When Violence and Mandated Reporting Laws Collide
When Violence and Mandated Reporting Laws Collide
BU sociologist finds such laws deter children and teens from talking about violence they’ve witnessed or experienced
In the basement of the Edmund D. Edelman Children’s Court of Los Angeles, 30 children and teens await hearings on criminal charges or updates on their foster placements. A facilitator from the LA-based nonprofit violence prevention program Peace Over Violence (POV) asks each young person how they’re feeling.
“Not good. Not at all,” says one teen.
“What’s going on that is making you feel bad?” the facilitator asks. But the teen shakes her head, fixing her gaze on the wall. A moment of silence lingers between them, and the facilitator moves on.
“If this was my only peek inside a room like this, I might have thought that [the teen’s] change of heart had something specific to do with the court and its representatives, or with [the facilitator],” writes Max Greenberg, a Boston University College of Arts & Sciences lecturer in sociology, in his book Twelve Weeks to Change a Life: At-Risk Youth in a Fractured State (University of California Press, 2019). “But this happened nearly everywhere facilitators went. This is one of the things facilitators learn: young people want to talk, often badly, but then don’t.”
Greenberg is an expert on gender, interpersonal violence, and social policy; his research has covered how facilitators empower students in the classroom and has traced the reasons men become involved in antiviolence work in institutions like schools and the US military. He has volunteered and then served as a board member for POV, where he “saw an organization and individuals that were passionate about supporting young people, but constantly found themselves pulled by the timelines of the grant market,” he says. “They were able to graze a lot of young peoples’ lives, but they were rarely able to really dig in and form a lasting connection or enable larger systemic changes.”
With Twelve Weeks to Change a Life, Greenberg set out to “make the tensions and contradictions in these programs visible and find a way to talk about them,” he says. “I hope this book helps the people doing this work day to day⏤that includes the paid professionals, but also the thousands of volunteers, many of them college students⏤to talk about the issues they’ve noticed but don’t have a framework for talking about.”
Sixty-five percent of young people in the United States are enrolled in these violence prevention programs in locations like juvenile courts and school health classes. As part of his research for the book, Greenberg conducted interviews with middle- and high-schoolers who participated in POV lessons, often as part of school health classes.
Young people go through their days and every time they come across an adult, that adult tells them, ‘Look, don’t tell me about your life or else I’m going to have to tell some institutional authority about it.’
Over three years, he observed thousands of students to determine the impact of the sessions on their personal relationships. He found that young people were hesitant to engage with facilitators because mandated reporting laws require adults to report any suspicions of child abuse or neglect to the authorities. Only 37 percent of participants in violence prevention programs say they told an adult about a violent incident, Greenberg says, pointing to colleagues’ research in Child Abuse & Neglect journal. While mandated reporting laws are meant to protect children, he says, they often dissuade young people from speaking up.
“Mandated reporting laws are there for good reason; they encourage adults to be on the lookout for risks in young people’s lives and help connect young people with support, but it’s helpful to see things from the perspective of young people. Nearly every adult they come across⏤their teacher, their coach, their program facilitator⏤tells them that they are a mandated reporter, which makes clear that adults’ allegiances rest more with the institution than with them.”
“Young people don’t know how these institutions work and don’t trust them. They want to tell an adult about something hard they’re going through, and instead of being able to say, ‘I am here for you,’ or ‘Here are our options; what would you like to do?’ what the adult so often says in response is: ‘Before you say another word, I want you to know that I am going to need to tell someone else, who you don’t know⏤and I can’t tell you what the consequences will be.’
“For a lot of the young people I met in Los Angeles, their experiences with authority were often punitive and unpredictable and the potential benefits vague and distant.”
While some young people learn valuable lessons in the programs about things like communication strategies in relationships or legal definitions of violence, Greenberg says, violence prevention programs “will not solve the problems that they purport to. The programs focus on changing young people, but they do nothing to change wider systems that harm them. Underfunded schools, violence in their neighborhood, limited institutional support, untreated trauma, food insecurity. So often, programs try to act like those things aren’t happening.”
In Twelve Weeks to Change a Life, Greenberg argues that we should tackle violence prevention through solutions that foster deeper, longer-term relationships between young people and the adults in their lives. Such solutions could include incentivizing teachers to encourage them not to quit their positions, relaxing mandated reporting rules, and preparing adults to participate in personal conversations with young people.
“My hope is that my book shifts the conversation about how we engage with young people as a society,” says Greenberg, “and moves us more to thinking about long-term investment and resources rather than fleeting interventions.”
Lara Ehrlich assisted with editing this story.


Activity:
Within the entries below, find every line that has the string "bounding", then copy it.
==== Records supplied
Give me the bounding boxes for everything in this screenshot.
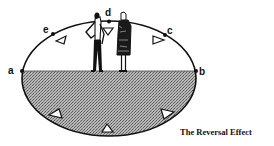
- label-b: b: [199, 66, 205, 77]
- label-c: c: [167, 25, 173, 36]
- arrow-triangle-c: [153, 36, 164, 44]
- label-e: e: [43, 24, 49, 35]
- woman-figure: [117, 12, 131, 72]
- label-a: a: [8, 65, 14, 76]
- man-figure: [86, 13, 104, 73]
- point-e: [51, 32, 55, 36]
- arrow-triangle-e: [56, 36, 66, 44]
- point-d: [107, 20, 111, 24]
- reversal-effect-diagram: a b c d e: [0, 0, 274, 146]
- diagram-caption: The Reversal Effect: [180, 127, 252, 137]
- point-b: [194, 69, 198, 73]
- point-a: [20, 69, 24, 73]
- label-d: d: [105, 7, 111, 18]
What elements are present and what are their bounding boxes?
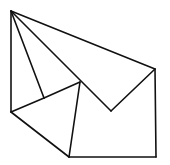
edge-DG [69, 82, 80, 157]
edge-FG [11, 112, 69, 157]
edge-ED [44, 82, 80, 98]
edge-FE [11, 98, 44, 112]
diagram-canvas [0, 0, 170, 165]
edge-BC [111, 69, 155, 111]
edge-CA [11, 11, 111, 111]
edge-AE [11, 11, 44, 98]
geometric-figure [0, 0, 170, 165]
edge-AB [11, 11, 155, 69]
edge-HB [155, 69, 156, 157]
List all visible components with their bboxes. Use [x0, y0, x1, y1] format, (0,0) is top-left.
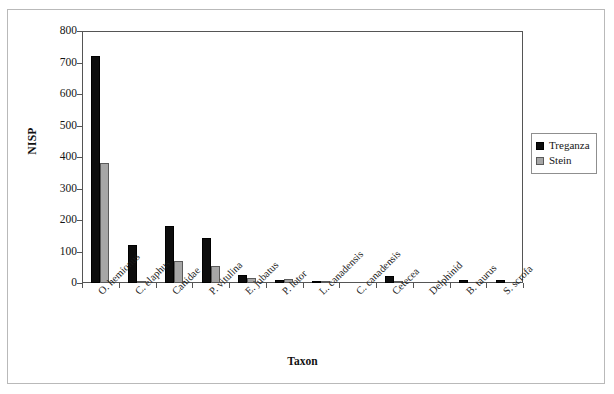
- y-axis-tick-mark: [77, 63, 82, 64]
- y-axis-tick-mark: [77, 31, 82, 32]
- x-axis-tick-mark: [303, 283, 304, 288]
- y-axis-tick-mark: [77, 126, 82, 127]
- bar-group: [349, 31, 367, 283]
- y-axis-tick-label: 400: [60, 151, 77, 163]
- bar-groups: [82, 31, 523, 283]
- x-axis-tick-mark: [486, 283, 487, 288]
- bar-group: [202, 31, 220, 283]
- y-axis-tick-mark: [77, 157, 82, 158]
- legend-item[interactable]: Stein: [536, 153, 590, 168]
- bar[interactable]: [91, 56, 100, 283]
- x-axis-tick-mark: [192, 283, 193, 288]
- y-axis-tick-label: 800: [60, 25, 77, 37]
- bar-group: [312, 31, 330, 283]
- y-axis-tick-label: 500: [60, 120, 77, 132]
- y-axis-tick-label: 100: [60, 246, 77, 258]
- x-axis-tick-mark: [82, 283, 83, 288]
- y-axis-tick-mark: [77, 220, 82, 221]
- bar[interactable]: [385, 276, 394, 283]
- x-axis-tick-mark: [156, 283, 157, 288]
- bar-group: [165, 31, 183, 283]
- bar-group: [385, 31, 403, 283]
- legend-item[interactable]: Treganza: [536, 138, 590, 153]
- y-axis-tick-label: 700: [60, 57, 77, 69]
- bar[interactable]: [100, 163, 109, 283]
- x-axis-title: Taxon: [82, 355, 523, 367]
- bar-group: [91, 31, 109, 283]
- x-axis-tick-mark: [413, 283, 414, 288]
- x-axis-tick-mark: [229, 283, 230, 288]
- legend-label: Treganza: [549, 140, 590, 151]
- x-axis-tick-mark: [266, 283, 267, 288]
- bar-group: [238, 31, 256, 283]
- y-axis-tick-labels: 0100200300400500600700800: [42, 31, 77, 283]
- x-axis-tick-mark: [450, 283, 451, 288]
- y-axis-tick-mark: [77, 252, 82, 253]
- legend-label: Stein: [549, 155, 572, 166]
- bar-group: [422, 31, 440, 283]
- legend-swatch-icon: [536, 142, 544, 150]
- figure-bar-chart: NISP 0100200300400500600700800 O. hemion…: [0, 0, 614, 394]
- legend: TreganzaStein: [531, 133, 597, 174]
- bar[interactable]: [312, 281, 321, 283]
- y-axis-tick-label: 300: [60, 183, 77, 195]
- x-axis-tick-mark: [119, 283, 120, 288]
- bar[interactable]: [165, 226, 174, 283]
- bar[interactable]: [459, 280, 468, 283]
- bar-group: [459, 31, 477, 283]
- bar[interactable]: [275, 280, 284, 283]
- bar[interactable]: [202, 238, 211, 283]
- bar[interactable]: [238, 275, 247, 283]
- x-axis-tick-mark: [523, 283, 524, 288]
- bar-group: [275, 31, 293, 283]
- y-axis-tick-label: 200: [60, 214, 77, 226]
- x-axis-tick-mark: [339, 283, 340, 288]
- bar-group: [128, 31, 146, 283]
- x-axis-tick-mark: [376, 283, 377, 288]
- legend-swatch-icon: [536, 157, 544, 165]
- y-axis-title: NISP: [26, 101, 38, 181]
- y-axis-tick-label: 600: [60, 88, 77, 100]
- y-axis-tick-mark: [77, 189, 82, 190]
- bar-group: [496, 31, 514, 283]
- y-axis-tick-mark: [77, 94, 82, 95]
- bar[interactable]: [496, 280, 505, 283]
========
Exercise result:
Give me the bounding boxes for everything in this screenshot.
What elements are present and what are their bounding boxes?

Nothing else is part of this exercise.